A German court has sentenced a 94-year-old former Nazi officer to four years in prison for working as a bookkeeper in the Auschwitz death camp during World War II.
The court in Lueneburg on Wednesday handed down its sentence for Oskar Groening, finding him guilty of more than 300,000 counts of accessory to murder.
Groening has admitted working in the death camp, collecting money and belongings from the Jews arriving there from May to July of 1944. Most of the prisoners were gassed to death soon after arrival.
Groening, who has been nicknamed the "Bookkeeper of Auschwitz," has admitted "moral guilt" for his actions but had said he was never directly involved in the killing of the prisoners.
"For me there's no question that I share moral guilt," Groening said at opening of his trial in April. About 70 Holocaust survivors and victims' relatives attended.
Groening admitted he knew about the gassing of prisoners, most of them Jews. He asked "for forgiveness," adding that the court would have to decide on his "culpability."

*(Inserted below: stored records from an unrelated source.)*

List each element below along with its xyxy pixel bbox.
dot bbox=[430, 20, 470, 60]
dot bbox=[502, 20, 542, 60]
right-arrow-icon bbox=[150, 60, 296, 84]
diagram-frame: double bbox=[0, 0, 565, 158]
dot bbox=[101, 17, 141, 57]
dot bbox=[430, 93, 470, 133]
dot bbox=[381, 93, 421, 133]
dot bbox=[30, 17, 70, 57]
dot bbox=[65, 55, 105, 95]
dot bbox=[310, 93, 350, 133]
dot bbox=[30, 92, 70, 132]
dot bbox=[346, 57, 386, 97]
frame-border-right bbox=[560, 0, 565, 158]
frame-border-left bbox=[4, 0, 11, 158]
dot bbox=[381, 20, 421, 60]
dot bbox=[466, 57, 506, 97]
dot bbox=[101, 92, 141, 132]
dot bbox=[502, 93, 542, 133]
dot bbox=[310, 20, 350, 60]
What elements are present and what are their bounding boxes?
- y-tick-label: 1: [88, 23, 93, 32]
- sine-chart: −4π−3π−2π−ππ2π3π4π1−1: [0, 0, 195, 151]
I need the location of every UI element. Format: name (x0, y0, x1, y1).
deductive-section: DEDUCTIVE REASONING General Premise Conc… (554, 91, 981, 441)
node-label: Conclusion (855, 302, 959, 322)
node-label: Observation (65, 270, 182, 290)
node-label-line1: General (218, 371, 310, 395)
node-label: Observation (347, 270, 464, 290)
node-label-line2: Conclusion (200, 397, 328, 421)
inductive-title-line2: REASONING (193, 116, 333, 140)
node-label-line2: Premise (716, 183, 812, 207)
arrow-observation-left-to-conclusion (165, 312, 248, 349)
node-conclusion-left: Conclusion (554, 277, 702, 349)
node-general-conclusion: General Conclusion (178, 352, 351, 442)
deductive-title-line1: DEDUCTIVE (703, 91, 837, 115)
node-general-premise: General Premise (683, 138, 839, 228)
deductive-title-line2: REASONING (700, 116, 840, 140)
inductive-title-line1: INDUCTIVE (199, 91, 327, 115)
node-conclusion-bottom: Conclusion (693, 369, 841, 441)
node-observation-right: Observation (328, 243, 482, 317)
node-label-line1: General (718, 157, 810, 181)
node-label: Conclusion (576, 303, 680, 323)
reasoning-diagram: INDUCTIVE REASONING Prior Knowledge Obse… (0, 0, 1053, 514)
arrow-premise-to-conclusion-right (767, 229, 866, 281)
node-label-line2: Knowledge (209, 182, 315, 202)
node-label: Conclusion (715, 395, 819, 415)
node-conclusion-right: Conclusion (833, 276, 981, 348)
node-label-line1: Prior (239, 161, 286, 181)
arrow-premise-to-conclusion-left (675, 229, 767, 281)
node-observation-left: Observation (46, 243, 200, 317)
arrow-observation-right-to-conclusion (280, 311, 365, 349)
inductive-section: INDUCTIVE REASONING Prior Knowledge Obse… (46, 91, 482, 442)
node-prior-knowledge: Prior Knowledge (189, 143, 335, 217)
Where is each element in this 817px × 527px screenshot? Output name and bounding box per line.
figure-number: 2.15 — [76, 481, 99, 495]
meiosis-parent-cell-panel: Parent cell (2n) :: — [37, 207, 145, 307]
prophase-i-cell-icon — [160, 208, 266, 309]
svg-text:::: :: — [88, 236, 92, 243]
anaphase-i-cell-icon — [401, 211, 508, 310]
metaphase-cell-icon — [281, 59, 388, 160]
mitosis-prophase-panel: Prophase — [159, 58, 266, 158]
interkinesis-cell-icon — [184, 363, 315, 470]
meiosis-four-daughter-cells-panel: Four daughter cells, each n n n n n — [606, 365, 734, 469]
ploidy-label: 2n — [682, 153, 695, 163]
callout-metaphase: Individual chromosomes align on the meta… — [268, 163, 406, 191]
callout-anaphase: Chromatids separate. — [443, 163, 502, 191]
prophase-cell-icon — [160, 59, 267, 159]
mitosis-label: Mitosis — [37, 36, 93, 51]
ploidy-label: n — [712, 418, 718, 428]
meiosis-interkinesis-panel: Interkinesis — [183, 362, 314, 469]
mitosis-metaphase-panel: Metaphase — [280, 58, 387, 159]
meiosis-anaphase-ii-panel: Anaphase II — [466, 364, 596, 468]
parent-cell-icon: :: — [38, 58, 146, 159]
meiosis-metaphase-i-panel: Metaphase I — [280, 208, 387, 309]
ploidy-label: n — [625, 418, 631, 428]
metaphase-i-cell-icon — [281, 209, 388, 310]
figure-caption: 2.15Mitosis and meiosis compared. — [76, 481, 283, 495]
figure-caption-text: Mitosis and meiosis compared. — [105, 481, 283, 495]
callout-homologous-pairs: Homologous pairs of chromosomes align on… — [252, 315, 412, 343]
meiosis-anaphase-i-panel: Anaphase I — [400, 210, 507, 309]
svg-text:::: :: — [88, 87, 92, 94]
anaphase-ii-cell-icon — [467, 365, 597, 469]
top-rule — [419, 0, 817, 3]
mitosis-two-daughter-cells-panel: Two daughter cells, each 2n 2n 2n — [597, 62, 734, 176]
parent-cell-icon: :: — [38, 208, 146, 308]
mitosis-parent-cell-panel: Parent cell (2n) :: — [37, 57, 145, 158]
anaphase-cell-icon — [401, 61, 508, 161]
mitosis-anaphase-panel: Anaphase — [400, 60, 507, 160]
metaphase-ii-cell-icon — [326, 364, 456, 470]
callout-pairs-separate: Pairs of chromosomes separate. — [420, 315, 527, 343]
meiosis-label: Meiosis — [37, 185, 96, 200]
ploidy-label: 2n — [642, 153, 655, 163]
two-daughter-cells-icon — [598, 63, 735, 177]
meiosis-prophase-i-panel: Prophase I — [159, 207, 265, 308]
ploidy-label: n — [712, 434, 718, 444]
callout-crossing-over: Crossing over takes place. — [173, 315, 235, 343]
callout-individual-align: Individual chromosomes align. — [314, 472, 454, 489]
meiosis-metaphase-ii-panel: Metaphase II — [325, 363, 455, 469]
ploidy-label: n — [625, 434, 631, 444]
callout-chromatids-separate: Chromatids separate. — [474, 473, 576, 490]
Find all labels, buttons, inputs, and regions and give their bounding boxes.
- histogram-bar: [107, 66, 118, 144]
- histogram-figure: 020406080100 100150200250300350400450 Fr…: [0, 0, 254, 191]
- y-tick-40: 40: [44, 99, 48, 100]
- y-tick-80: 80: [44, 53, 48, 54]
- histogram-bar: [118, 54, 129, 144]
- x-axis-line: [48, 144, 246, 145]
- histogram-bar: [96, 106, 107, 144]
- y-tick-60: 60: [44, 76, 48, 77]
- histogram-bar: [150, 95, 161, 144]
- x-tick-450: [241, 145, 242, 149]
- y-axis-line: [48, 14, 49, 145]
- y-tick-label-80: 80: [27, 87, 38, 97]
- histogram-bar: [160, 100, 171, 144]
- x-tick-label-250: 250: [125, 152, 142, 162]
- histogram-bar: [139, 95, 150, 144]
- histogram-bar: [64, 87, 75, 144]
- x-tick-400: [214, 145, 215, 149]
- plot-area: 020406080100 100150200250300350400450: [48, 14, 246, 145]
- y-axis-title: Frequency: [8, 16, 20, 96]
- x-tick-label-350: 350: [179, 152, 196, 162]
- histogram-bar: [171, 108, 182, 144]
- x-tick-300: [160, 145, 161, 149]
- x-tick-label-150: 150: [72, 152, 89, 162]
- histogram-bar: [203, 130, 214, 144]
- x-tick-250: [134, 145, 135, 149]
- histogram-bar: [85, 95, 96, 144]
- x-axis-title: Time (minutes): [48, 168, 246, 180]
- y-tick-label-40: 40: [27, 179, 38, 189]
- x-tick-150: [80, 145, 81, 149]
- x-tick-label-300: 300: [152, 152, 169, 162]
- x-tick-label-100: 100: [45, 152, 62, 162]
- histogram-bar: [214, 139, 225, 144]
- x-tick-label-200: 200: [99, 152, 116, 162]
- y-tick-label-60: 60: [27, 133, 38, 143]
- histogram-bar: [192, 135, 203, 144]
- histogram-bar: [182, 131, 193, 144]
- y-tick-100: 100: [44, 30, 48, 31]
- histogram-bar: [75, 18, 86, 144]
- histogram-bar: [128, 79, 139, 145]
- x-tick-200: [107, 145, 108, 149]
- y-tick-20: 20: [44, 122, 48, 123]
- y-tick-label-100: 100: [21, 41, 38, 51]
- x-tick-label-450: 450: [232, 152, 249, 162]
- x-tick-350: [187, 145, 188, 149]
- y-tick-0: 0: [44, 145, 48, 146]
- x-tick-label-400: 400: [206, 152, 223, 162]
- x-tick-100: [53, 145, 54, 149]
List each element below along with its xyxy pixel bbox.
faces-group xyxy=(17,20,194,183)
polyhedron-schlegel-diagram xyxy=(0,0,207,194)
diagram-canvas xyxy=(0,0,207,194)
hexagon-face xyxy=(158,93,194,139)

More than 1.3 million people were sent to Auschwitz in Nazi-occupied Poland between June 1940 and January 1945, as part of the "Final Solution," Adolf Hitler's plan to exterminate Europe's Jews. About 1.1 million of them, mainly Jews, perished in the gas chambers or from harsh treatment, starvation and disease. In all, the Nazis killed an estimated six million of pre-war Europe's 11 million Jews.